I’m still receiving a free copy of China Daily USA on Fridays, bundled with my subscription copy of The New York Times. I wrote about this earlier here.
This week’s issue tells you all you need to know about the journalistic standards of the official newspaper of the People’s Republic of China (Communist China). A photo at the bottom of Page 1 features a smiling (but obviously frail) Kim Jong-il, the dictator of North Korea, shaking hands with the president of China, Hu Jintao. The occasion was an unofficial visit of the Korean leader, who travels in an armored rail car.
The article says that the “Democratic People’s Republic of Korea” (aka North Korea) is committed to the “denuclearization” of the Korean Peninsula. It fails to note that Kim, who has starved millions innocent countrymen, is one of the most monstrous criminals of both the 20th and 21st centuries.

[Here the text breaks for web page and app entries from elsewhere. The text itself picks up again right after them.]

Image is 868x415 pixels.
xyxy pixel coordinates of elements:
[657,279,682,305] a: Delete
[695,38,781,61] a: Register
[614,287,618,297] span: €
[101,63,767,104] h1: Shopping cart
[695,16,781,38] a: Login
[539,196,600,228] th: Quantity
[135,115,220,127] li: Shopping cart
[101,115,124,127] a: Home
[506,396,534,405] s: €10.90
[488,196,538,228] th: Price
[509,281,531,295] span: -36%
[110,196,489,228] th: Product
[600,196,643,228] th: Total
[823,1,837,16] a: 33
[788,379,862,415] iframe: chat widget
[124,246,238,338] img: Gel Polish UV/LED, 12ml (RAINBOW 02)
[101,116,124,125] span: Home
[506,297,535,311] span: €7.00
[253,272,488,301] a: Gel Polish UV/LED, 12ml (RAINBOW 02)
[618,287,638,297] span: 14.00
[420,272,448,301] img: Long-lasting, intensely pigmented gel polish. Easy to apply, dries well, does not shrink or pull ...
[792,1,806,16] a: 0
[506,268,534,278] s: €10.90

China’s president was said in an official report to praise Kim for giving “top priority to improving people’s lives.”
Here’s a more realistic assessment from the New York Times’s Edward Wong:
In his frequent trips to China, Mr. Kim has often toured prosperous coastal areas. But he has not put in place fundamental changes to the North Korean economy, and some analysts believe his interest in China stems primarily from his desire for cheap, reliable supplies of food and energy and diplomatic protection from the United States, Japan and South Korea, which are seeking to roll back North Korea’s nuclear weapons program.
I realize that depending on your political views, a few might be as cynical about the New York Times as I am about the China Daily. Don’t believe everything you read in the newspaper. But I’ll take the Times over the China Daily every day of the week and twice on Sunday.